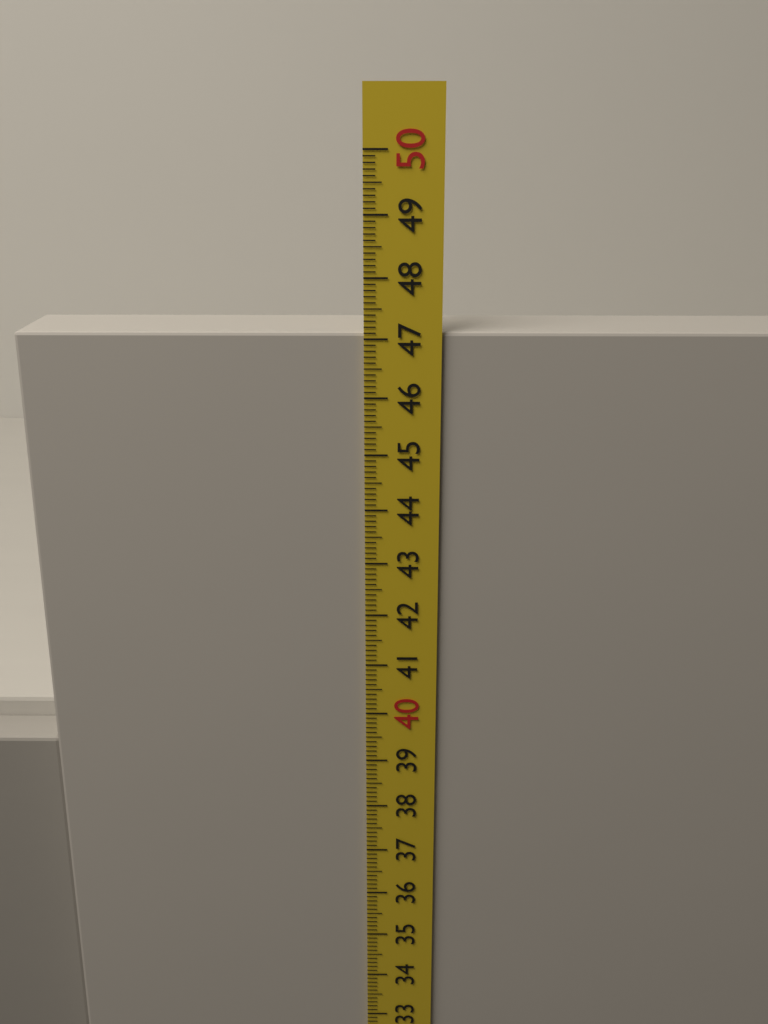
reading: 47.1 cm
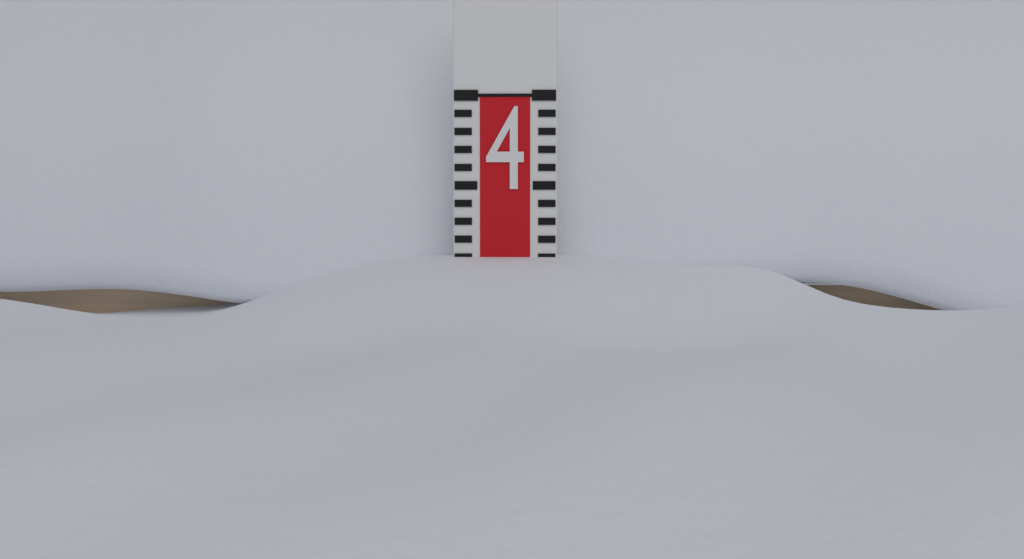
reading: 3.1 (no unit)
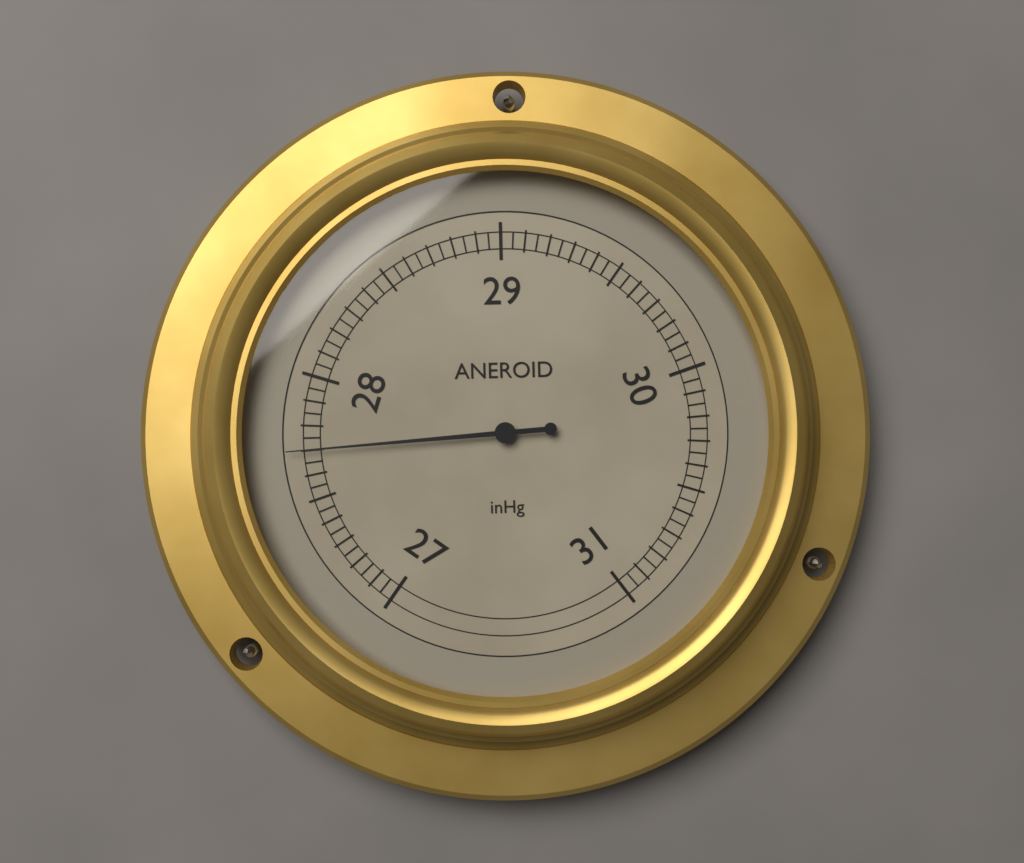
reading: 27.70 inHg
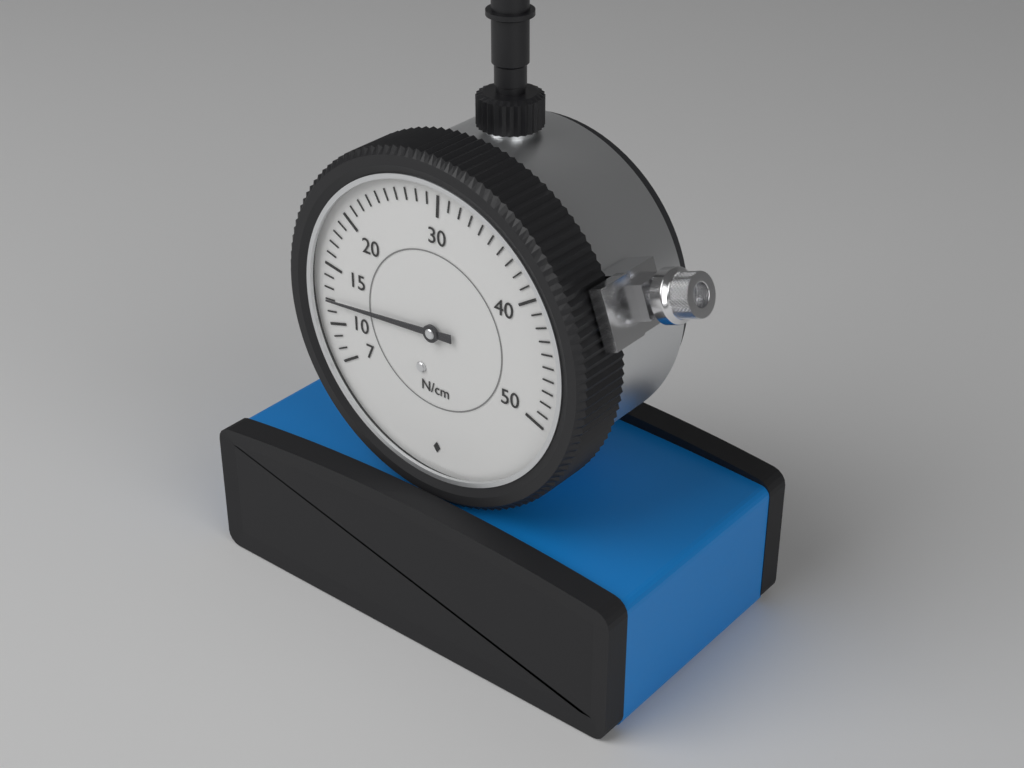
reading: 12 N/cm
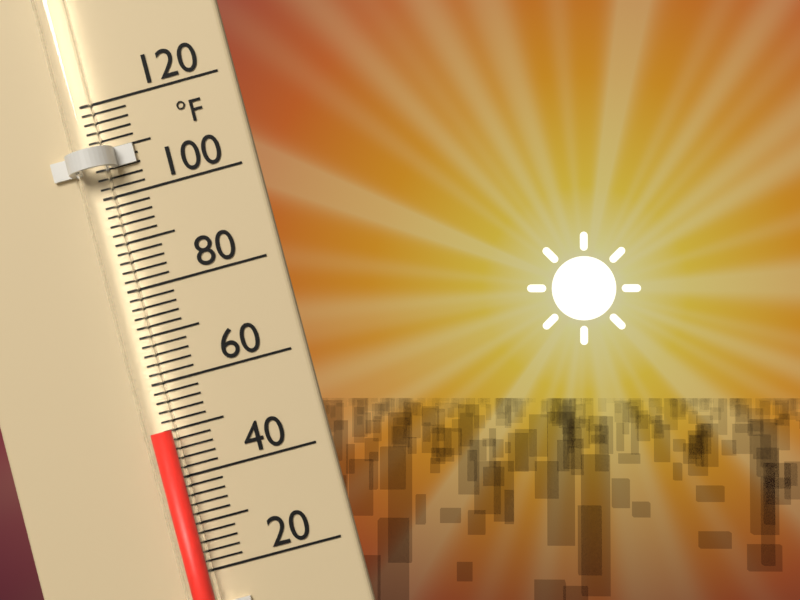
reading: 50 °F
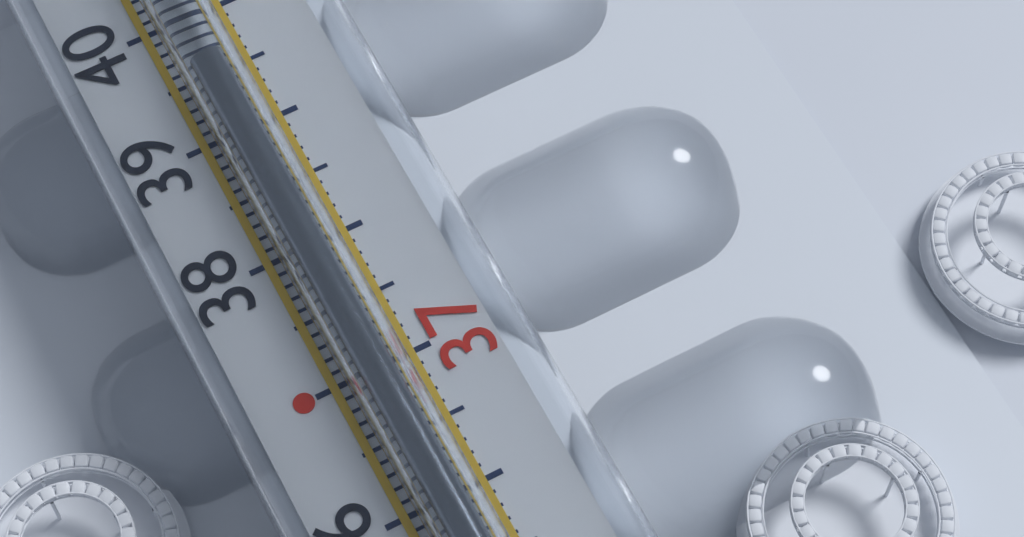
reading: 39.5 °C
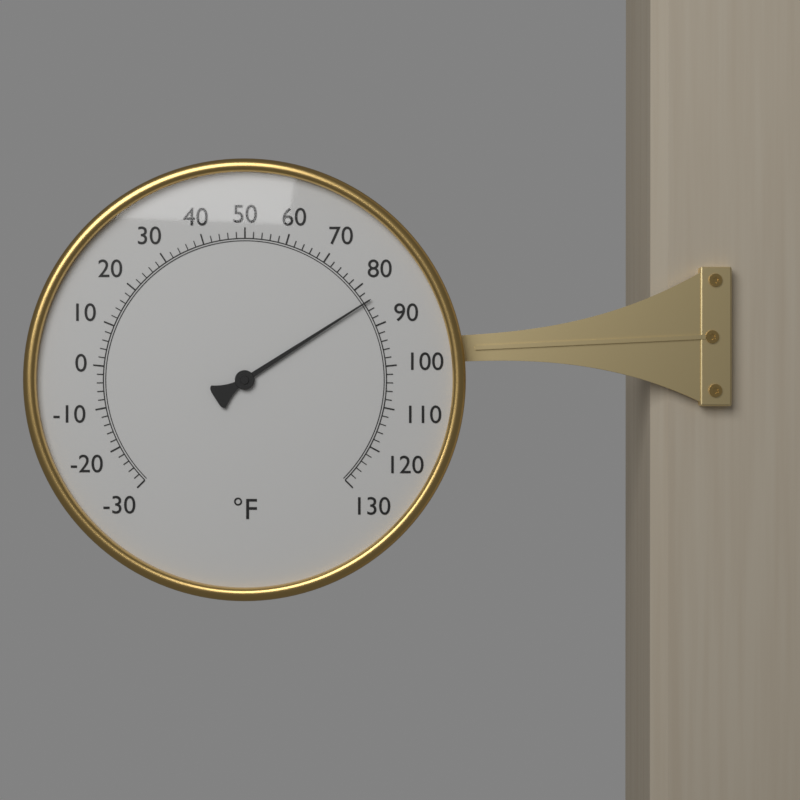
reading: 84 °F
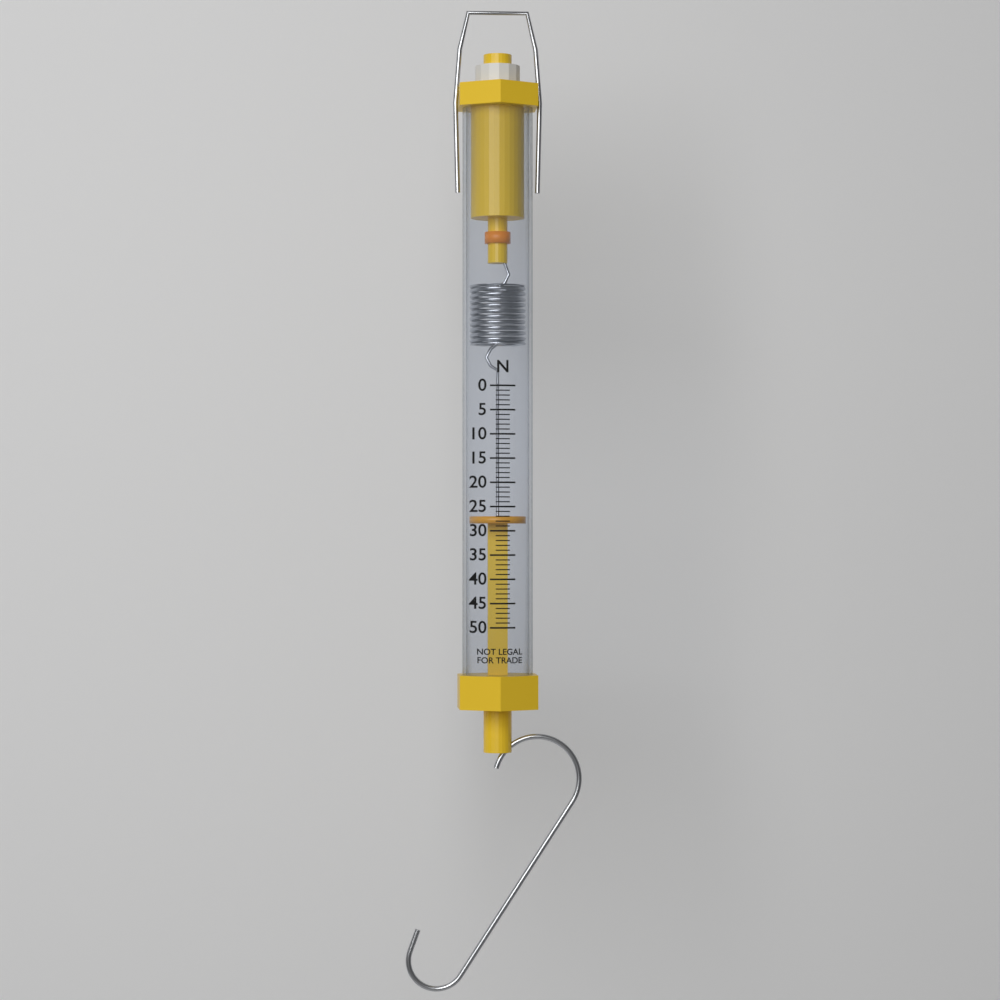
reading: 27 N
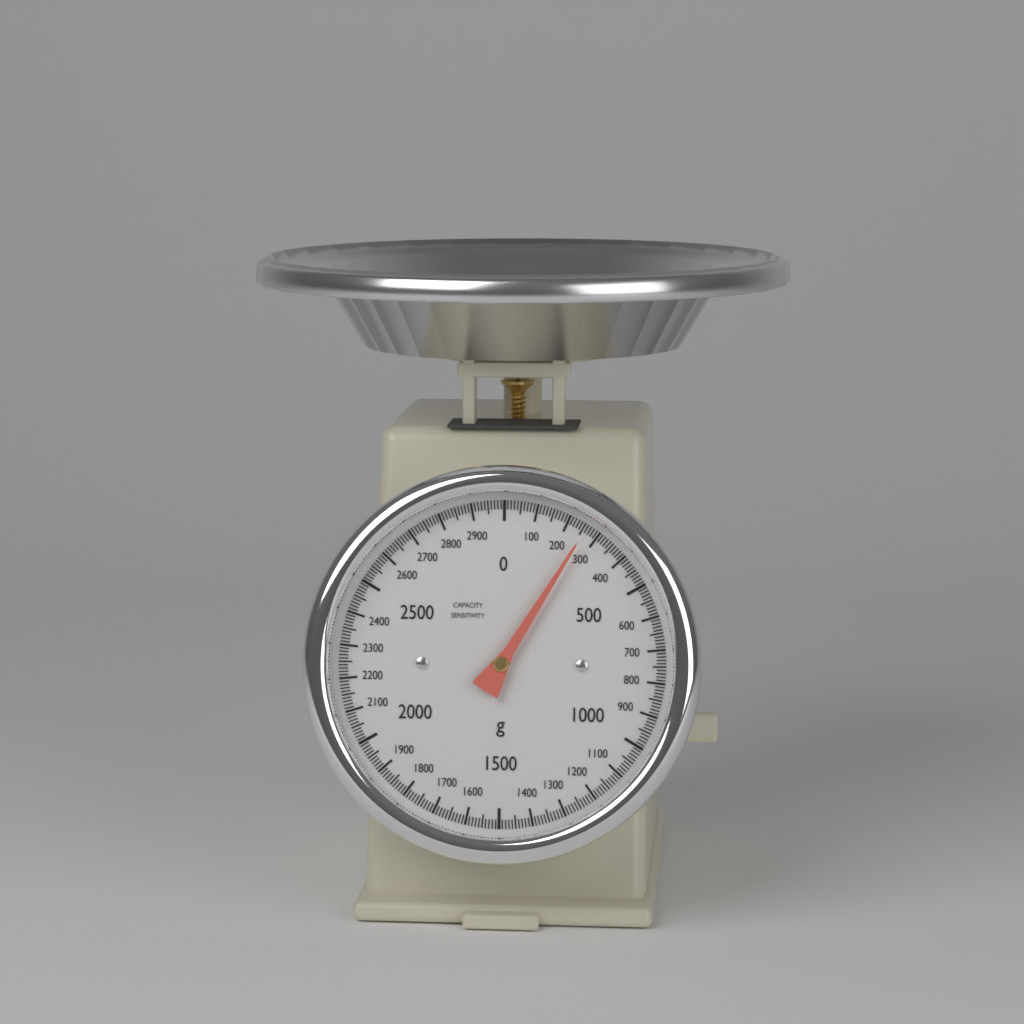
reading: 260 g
===
Your assignment -> Please give an exact printout of all the records, pictures aside.

Solution to this task ->
reading: 47.1 cm
reading: 3.1 (no unit)
reading: 27.70 inHg
reading: 12 N/cm
reading: 50 °F
reading: 39.5 °C
reading: 84 °F
reading: 27 N
reading: 260 g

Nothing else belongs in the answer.